How to read an SSL certificate: subject, SAN, chain, and expiry
When a browser shows the padlock, it has just read and verified a certificate you can read too. A TLS (still commonly called SSL) certificate is a structured document that answers three questions: who is this, who vouches for them, and how long is it valid. Knowing the fields turns "the certificate is broken" into a specific, fixable diagnosis.
The fields that matter
- Subject — the entity the certificate is issued to. The historic Common Name (CN) field held the hostname, but browsers no longer trust it.
- Subject Alternative Name (SAN) — the list of hostnames the certificate actually covers. This is the field that counts now. If the name in the address bar is not in the SAN list, the browser rejects it, even if the CN matches. A certificate for
example.comthat omitswww.example.comfrom its SAN will fail on thewwwhost. - Issuer — the certificate authority that signed it.
- Validity (Not Before / Not After) — the window during which the certificate is valid. Expiry is the single most common production outage of the bunch.
- Serial number and fingerprint — unique identifiers, useful for pinning and for matching a certificate to its private key.
Pull all of these for any host with the SSL Checker, or paste a PEM certificate into the SSL Decoder to read one you already have.
The chain of trust
Your server certificate is not trusted on its own. It is signed by an intermediate certificate, which is signed by a root that browsers already trust. The browser walks this chain from your certificate up to a known root. The classic failure is a missing intermediate: the certificate is valid, but your server did not send the intermediate alongside it, so some clients cannot complete the chain. Desktop browsers sometimes paper over this with cached intermediates while mobile clients fail, which makes it maddening to reproduce. The fix is to install the full chain on the server, not just the leaf.
The problems to catch early
- Expiry. Set a reminder well before Not After, or automate renewal. A lapsed certificate takes the whole site down with a scary warning.
- Name mismatch. Verify the exact hostname is in the SAN, including or excluding
wwwas your site requires. - Incomplete chain. Test from a clean client, not just your own browser.
- Wrong key. A certificate must match the private key it was issued for. If they do not pair, TLS will not start.
You can verify the certificate and key belong together with the Key Matcher, confirm the issuing chain with the CA Matcher, and check that a certificate was logged publicly with the CT Log Lookup. For revocation status, the OCSP Checker tells you whether a CA has pulled a certificate before its expiry. Run the SSL Checker first; it surfaces most of these in one pass.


-- Your assignment --
Before answering, work out how many lines below contain the string "icon"; the reply is that number alone.

Extracted records:
—————

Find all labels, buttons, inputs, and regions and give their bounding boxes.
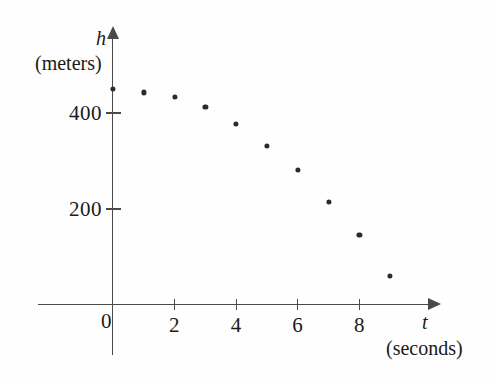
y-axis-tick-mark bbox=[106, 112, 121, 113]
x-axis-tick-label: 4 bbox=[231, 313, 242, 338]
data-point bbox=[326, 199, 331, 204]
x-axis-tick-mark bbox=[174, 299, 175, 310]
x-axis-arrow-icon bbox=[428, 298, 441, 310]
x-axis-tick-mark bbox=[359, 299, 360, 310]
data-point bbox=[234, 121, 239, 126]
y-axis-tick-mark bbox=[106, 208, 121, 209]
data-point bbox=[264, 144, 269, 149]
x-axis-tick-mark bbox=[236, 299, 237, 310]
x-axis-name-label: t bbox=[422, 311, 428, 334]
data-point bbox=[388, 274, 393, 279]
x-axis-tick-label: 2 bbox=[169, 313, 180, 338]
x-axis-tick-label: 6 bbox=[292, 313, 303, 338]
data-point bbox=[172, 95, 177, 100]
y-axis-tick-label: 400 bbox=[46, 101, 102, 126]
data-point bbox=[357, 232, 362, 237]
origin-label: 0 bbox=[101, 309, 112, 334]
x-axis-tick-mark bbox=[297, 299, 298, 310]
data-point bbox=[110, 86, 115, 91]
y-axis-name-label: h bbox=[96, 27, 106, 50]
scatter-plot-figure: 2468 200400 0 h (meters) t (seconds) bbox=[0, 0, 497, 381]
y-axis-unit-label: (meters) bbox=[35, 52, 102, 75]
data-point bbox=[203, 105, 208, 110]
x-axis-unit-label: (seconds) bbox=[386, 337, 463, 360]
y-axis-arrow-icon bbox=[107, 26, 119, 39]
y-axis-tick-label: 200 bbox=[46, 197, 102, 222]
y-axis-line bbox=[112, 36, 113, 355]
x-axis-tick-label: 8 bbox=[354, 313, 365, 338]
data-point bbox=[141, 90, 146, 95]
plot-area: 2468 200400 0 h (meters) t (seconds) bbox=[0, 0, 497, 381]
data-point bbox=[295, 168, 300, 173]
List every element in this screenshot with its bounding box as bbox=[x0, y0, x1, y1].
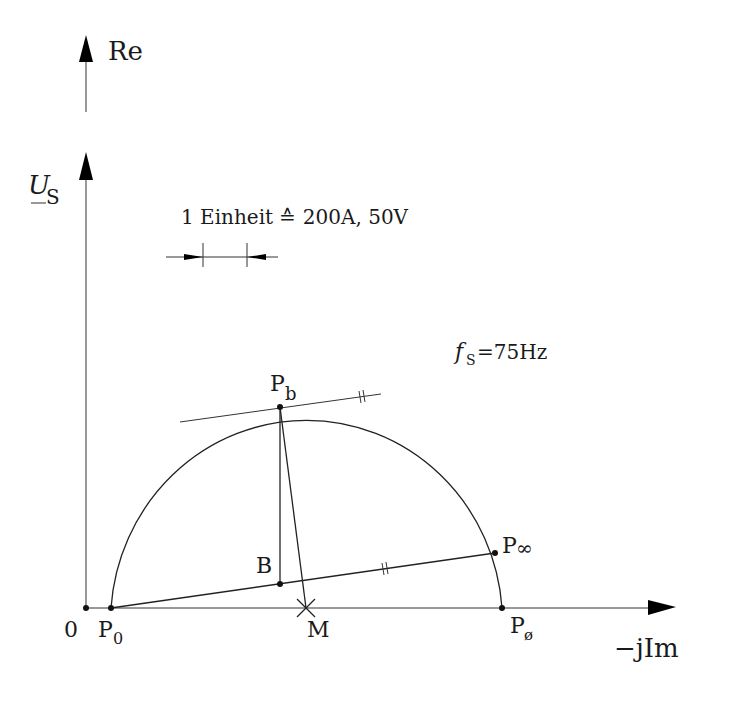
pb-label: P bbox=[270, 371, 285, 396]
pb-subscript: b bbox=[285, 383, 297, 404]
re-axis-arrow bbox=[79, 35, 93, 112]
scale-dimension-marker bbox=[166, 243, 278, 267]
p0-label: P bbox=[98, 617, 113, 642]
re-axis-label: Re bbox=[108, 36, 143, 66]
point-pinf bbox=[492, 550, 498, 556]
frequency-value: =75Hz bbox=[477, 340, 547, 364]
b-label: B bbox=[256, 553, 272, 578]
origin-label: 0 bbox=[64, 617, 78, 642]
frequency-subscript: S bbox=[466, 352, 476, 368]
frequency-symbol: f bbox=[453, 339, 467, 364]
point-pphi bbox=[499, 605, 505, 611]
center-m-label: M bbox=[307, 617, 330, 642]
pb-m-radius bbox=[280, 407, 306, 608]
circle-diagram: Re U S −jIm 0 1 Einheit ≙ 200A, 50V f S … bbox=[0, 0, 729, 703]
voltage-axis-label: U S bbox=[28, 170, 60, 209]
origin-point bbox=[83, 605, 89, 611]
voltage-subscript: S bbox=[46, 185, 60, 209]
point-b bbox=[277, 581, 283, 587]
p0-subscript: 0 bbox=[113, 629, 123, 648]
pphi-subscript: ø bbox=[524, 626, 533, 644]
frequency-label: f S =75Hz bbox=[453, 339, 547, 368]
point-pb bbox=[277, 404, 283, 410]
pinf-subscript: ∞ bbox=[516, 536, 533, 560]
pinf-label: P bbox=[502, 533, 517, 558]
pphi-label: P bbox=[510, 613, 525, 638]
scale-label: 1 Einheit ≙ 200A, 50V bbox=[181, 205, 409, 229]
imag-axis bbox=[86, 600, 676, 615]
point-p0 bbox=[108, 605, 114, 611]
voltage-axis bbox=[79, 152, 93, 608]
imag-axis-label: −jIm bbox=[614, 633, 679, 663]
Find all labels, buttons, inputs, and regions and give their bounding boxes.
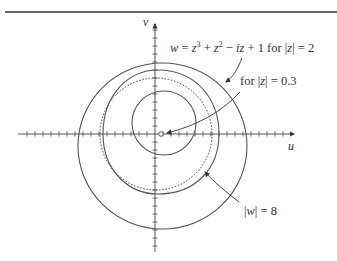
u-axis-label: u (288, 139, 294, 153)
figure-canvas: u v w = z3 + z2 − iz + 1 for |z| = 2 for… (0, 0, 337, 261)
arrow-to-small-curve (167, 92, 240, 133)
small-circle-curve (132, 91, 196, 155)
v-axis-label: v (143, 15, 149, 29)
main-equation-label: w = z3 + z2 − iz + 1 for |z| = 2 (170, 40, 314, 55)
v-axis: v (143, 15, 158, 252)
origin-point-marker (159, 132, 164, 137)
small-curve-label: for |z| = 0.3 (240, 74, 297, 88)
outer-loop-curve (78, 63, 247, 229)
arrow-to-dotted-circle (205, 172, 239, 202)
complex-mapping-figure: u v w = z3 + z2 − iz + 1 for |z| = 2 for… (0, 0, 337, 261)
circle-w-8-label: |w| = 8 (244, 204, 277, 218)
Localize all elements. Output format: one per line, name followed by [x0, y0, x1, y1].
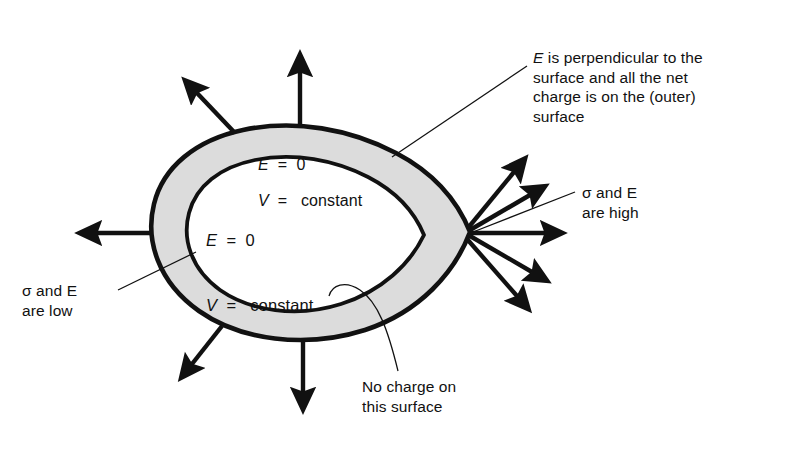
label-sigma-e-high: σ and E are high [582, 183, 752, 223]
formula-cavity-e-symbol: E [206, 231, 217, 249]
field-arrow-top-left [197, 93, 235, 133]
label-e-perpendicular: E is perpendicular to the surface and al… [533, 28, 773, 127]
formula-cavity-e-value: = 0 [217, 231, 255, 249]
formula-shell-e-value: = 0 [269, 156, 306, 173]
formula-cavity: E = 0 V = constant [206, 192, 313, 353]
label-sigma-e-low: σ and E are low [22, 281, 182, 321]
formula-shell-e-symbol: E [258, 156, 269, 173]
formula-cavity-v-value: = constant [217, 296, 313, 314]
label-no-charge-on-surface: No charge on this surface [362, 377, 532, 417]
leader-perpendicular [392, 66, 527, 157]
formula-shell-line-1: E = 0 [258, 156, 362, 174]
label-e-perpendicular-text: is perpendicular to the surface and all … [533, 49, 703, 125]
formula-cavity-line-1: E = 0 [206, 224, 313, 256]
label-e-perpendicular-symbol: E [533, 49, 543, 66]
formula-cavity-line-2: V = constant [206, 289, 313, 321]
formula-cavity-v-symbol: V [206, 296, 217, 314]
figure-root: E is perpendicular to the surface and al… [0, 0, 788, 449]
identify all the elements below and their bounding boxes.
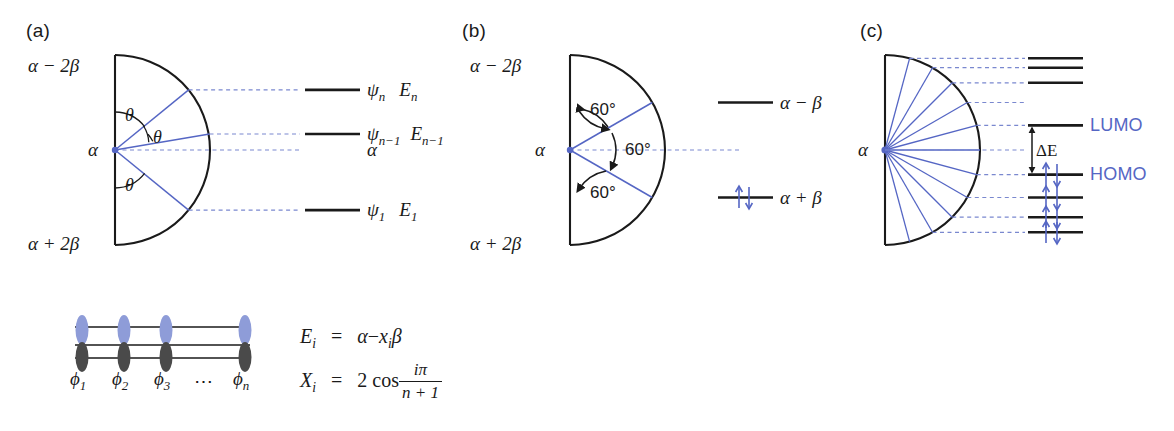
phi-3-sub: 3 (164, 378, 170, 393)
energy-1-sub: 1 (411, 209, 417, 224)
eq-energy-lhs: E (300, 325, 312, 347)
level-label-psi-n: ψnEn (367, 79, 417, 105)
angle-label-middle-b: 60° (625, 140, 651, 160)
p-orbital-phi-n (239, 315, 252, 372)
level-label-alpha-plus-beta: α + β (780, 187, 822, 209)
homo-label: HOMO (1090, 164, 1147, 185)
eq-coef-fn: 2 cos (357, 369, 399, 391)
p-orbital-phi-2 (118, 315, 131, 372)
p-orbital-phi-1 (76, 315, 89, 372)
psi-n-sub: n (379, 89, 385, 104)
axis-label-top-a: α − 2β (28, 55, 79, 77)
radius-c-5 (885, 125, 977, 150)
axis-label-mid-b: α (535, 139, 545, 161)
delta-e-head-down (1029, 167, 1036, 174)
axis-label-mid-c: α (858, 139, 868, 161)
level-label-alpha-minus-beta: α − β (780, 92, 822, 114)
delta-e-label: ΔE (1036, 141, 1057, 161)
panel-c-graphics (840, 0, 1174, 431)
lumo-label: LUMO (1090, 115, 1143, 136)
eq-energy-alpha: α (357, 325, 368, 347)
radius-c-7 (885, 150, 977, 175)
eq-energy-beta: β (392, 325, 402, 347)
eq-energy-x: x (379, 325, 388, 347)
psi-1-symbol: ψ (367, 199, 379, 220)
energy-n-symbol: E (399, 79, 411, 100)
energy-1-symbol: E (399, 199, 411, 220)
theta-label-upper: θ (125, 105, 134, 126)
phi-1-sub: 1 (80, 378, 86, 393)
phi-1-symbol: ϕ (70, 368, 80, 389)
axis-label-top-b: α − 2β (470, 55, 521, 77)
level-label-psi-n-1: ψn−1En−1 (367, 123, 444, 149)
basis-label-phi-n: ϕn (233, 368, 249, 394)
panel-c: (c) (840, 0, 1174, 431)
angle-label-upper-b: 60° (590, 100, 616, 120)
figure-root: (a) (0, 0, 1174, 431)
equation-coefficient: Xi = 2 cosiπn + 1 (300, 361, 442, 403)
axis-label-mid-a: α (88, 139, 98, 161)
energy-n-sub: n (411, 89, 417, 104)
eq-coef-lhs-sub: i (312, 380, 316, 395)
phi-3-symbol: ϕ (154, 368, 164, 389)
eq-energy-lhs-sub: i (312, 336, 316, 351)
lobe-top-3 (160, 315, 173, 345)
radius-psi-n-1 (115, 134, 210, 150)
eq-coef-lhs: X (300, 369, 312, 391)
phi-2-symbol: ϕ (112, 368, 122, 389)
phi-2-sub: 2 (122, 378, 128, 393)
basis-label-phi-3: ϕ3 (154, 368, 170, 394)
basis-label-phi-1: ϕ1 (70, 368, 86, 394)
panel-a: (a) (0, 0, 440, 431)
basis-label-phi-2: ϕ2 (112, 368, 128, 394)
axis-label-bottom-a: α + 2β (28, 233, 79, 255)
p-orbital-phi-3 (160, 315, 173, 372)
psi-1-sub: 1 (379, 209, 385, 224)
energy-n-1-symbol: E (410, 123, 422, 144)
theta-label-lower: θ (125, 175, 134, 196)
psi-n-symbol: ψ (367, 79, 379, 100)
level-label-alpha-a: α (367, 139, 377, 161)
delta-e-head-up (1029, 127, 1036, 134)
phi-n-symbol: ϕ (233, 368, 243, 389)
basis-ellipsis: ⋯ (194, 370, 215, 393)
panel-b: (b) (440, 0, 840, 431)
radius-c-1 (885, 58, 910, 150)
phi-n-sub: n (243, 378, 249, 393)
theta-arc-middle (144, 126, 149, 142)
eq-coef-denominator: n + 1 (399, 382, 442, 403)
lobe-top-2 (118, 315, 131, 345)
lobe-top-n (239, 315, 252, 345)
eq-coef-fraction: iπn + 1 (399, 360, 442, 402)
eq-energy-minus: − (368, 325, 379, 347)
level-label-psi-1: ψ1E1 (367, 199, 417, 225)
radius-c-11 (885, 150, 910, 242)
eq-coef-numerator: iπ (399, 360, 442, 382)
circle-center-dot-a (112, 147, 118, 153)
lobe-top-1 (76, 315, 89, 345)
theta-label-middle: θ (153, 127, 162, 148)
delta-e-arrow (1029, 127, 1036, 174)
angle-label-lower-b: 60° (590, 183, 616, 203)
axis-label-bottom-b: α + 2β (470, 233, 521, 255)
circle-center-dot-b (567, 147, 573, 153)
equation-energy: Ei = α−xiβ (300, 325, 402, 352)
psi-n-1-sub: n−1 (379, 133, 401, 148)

—————

-- Output of the task --
2